Navalny transferred to prison after hunger strike: allies
- Navalny was jailed for two and a half years in February on old embezzlement charges he and his supporters say are politically motivated.
MOSCOW: Jailed Kremlin critic Alexei Navalny has been transferred from a prison hospital back to his penal colony after receiving treatment following a hunger strike, his allies said Monday.
Navalny was jailed for two and a half years in February on old embezzlement charges he and his supporters say are politically motivated.
He was sentenced shortly after returning to Russia from Germany, where he was receiving treatment for a near-fatal poisoning attack with a nerve agent.
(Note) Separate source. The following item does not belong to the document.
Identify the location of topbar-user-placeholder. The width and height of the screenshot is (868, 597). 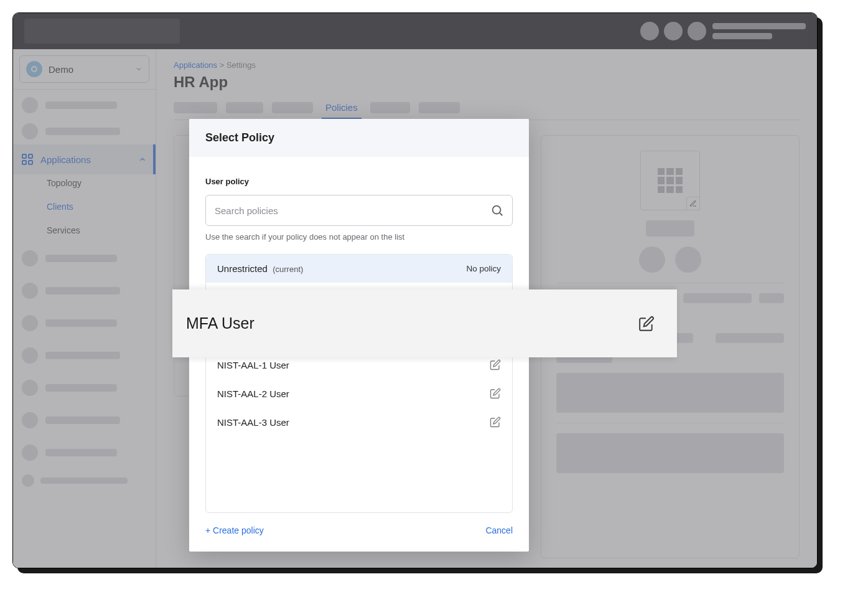
(759, 31).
President Vladimir Putin's most outspoken domestic critic declared a hunger strike in March to demand proper medical treatment for a growing list of health complaints, including back pain and numbness in his limbs.
Navalny in April was transferred to a prison hospital in another penal colony as the West warned it would hold the Kremlin responsible for the state of his health.
The opposition politician called off the strike 24 days later.
"Navalny has been transferred back to the Penal Colony No. 2," Navalny's team said on Twitter on Monday.
The prison is located in the town of Pokrov 100 kilometres (60 miles) east of Moscow.
A court in Moscow is considering whether to designate Navalny's political network as an "extremist" organisation, which would remove potential challengers to the ruling United Russia party ahead of parliamentary elections in September.
A decision is expected as early as this week.
Last Friday, Putin approved an anti-extremism law expected to be used to ban his allies from running in elections. The Kremlin chief signed off on the legislation the day Navalny marked his 45th birthday behind bars.
Many of his close allies are either outside Russia or under arrest.
On Sunday, prominent Kremlin critic and former opposition lawmaker Dmitry Gudkov said he had left Russia for Ukraine due to pressure from authorities ahead of the elections.
Citing sources close to the Kremlin, Gudkov, 41, said that if he did not leave he would be arrested over a "fake" criminal case against him.